-- Exercise --
The result should be an exact copy of only the lines from the one with "is (805, 453)." through the last line of the data below, with pictures omitted.
--- START ---
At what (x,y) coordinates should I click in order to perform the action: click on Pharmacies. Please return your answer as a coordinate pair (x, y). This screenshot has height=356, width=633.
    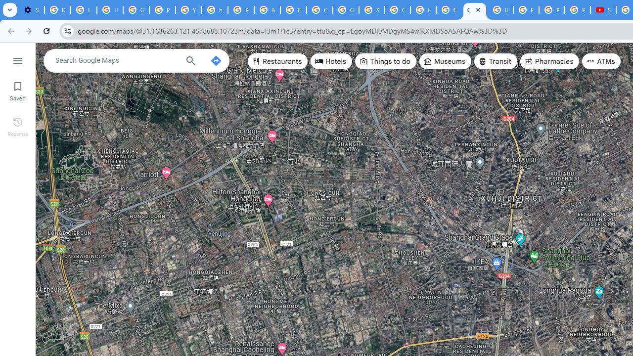
    Looking at the image, I should click on (550, 61).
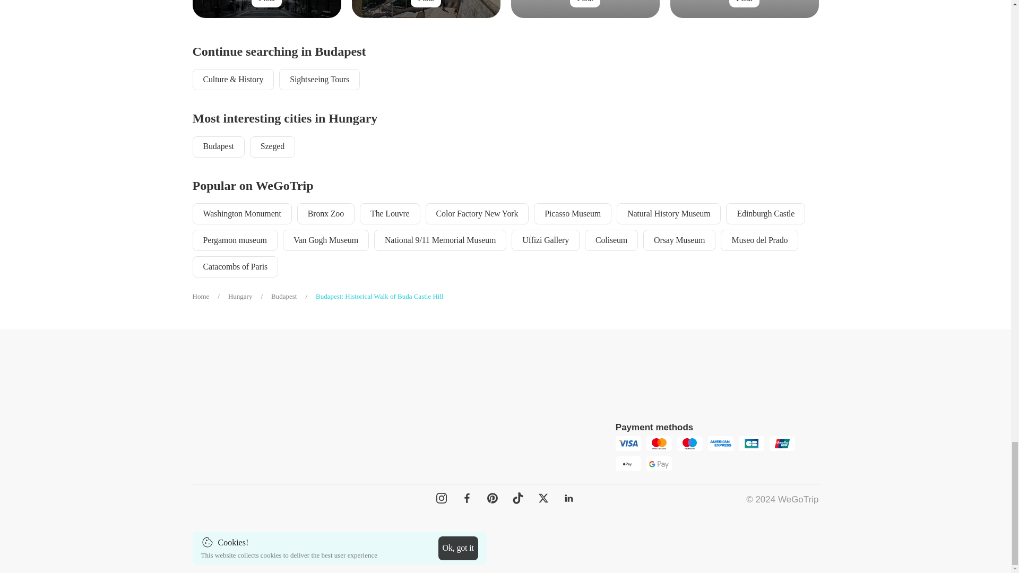  Describe the element at coordinates (210, 297) in the screenshot. I see `Home` at that location.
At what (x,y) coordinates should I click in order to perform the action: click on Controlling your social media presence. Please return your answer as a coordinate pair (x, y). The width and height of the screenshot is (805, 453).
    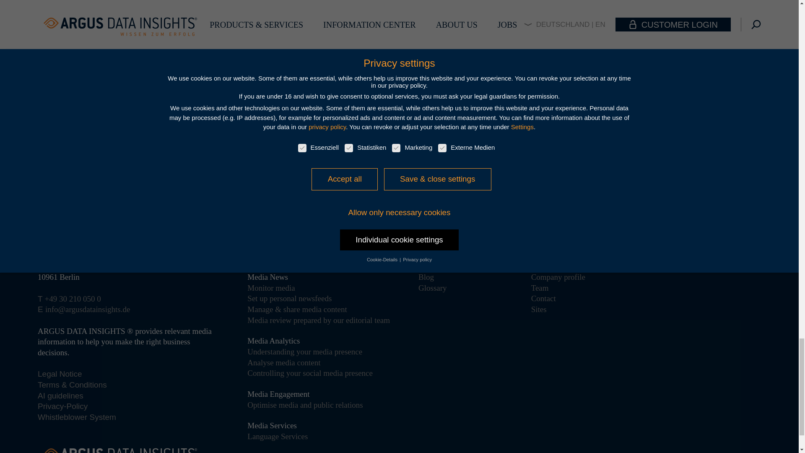
    Looking at the image, I should click on (310, 373).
--- END ---
-- Solution below --
At what (x,y) coordinates should I click in order to perform the action: click on Controlling your social media presence. Please return your answer as a coordinate pair (x, y). The width and height of the screenshot is (805, 453).
    Looking at the image, I should click on (310, 373).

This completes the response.